## EXERCISE DESCRIPTION
The data shown below should all be retyped exactly.

BEGIN TASK DATA

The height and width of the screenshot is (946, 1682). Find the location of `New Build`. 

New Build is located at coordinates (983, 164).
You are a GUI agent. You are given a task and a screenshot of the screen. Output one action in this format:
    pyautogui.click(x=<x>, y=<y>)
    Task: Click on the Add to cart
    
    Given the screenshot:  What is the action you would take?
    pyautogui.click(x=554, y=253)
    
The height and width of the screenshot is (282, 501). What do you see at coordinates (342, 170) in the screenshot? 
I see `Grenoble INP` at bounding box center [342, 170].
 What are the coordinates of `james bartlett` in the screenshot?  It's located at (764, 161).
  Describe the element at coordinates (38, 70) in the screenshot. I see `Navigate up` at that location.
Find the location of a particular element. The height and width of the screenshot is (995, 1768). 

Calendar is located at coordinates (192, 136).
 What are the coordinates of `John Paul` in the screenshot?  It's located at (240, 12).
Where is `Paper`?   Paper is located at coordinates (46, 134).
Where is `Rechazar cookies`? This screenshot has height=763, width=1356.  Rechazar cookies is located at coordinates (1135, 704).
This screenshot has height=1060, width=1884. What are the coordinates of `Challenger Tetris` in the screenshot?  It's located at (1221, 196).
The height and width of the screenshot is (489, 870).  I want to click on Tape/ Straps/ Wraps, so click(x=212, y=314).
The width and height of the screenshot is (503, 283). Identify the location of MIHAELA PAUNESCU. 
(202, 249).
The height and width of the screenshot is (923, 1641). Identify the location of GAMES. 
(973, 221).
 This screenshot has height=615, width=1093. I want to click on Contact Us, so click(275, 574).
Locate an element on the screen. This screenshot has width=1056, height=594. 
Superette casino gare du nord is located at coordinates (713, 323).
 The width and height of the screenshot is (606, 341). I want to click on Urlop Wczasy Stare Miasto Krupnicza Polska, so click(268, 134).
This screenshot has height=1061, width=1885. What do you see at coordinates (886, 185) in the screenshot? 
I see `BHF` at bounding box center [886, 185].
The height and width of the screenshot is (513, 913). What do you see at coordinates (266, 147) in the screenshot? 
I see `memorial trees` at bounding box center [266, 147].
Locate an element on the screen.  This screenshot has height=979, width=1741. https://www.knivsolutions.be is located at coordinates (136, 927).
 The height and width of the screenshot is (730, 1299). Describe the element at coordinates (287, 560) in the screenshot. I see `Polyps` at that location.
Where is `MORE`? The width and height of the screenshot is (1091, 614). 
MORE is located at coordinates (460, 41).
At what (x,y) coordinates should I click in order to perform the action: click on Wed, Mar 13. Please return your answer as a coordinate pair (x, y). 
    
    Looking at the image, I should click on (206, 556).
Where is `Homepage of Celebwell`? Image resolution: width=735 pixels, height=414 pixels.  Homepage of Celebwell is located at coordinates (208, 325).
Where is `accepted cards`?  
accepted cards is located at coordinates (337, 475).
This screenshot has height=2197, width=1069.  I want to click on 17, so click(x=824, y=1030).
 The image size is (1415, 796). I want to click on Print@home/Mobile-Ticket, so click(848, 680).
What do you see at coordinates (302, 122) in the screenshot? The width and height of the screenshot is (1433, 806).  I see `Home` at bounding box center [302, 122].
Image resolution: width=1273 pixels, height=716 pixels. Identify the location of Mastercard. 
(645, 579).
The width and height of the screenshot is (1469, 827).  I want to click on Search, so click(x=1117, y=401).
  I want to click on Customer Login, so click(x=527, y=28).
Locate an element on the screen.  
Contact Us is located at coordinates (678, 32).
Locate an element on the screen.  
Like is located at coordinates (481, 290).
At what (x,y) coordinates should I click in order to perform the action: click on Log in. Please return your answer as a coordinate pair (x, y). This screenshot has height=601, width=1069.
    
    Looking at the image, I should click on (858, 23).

END TASK DATA

## YOUR RESPONSE
The height and width of the screenshot is (946, 1682). Find the location of `New Build`. 

New Build is located at coordinates (983, 164).
You are a GUI agent. You are given a task and a screenshot of the screen. Output one action in this format:
    pyautogui.click(x=<x>, y=<y>)
    Task: Click on the Add to cart
    
    Given the screenshot:  What is the action you would take?
    pyautogui.click(x=554, y=253)
    
The height and width of the screenshot is (282, 501). What do you see at coordinates (342, 170) in the screenshot? 
I see `Grenoble INP` at bounding box center [342, 170].
 What are the coordinates of `james bartlett` in the screenshot?  It's located at (764, 161).
  Describe the element at coordinates (38, 70) in the screenshot. I see `Navigate up` at that location.
Find the location of a particular element. The height and width of the screenshot is (995, 1768). 

Calendar is located at coordinates (192, 136).
 What are the coordinates of `John Paul` in the screenshot?  It's located at (240, 12).
Where is `Paper`?   Paper is located at coordinates (46, 134).
Where is `Rechazar cookies`? This screenshot has height=763, width=1356.  Rechazar cookies is located at coordinates (1135, 704).
This screenshot has height=1060, width=1884. What are the coordinates of `Challenger Tetris` in the screenshot?  It's located at (1221, 196).
The height and width of the screenshot is (489, 870).  I want to click on Tape/ Straps/ Wraps, so click(x=212, y=314).
The width and height of the screenshot is (503, 283). Identify the location of MIHAELA PAUNESCU. 
(202, 249).
The height and width of the screenshot is (923, 1641). Identify the location of GAMES. 
(973, 221).
 This screenshot has height=615, width=1093. I want to click on Contact Us, so click(275, 574).
Locate an element on the screen. This screenshot has width=1056, height=594. 
Superette casino gare du nord is located at coordinates (713, 323).
 The width and height of the screenshot is (606, 341). I want to click on Urlop Wczasy Stare Miasto Krupnicza Polska, so click(268, 134).
This screenshot has height=1061, width=1885. What do you see at coordinates (886, 185) in the screenshot? 
I see `BHF` at bounding box center [886, 185].
The height and width of the screenshot is (513, 913). What do you see at coordinates (266, 147) in the screenshot? 
I see `memorial trees` at bounding box center [266, 147].
Locate an element on the screen.  This screenshot has height=979, width=1741. https://www.knivsolutions.be is located at coordinates (136, 927).
 The height and width of the screenshot is (730, 1299). Describe the element at coordinates (287, 560) in the screenshot. I see `Polyps` at that location.
Where is `MORE`? The width and height of the screenshot is (1091, 614). 
MORE is located at coordinates (460, 41).
At what (x,y) coordinates should I click in order to perform the action: click on Wed, Mar 13. Please return your answer as a coordinate pair (x, y). 
    
    Looking at the image, I should click on (206, 556).
Where is `Homepage of Celebwell`? Image resolution: width=735 pixels, height=414 pixels.  Homepage of Celebwell is located at coordinates (208, 325).
Where is `accepted cards`?  
accepted cards is located at coordinates (337, 475).
This screenshot has height=2197, width=1069.  I want to click on 17, so click(x=824, y=1030).
 The image size is (1415, 796). I want to click on Print@home/Mobile-Ticket, so click(848, 680).
What do you see at coordinates (302, 122) in the screenshot? The width and height of the screenshot is (1433, 806).  I see `Home` at bounding box center [302, 122].
Image resolution: width=1273 pixels, height=716 pixels. Identify the location of Mastercard. 
(645, 579).
The width and height of the screenshot is (1469, 827).  I want to click on Search, so click(x=1117, y=401).
  I want to click on Customer Login, so click(x=527, y=28).
Locate an element on the screen.  
Contact Us is located at coordinates (678, 32).
Locate an element on the screen.  
Like is located at coordinates (481, 290).
At what (x,y) coordinates should I click in order to perform the action: click on Log in. Please return your answer as a coordinate pair (x, y). This screenshot has height=601, width=1069.
    
    Looking at the image, I should click on (858, 23).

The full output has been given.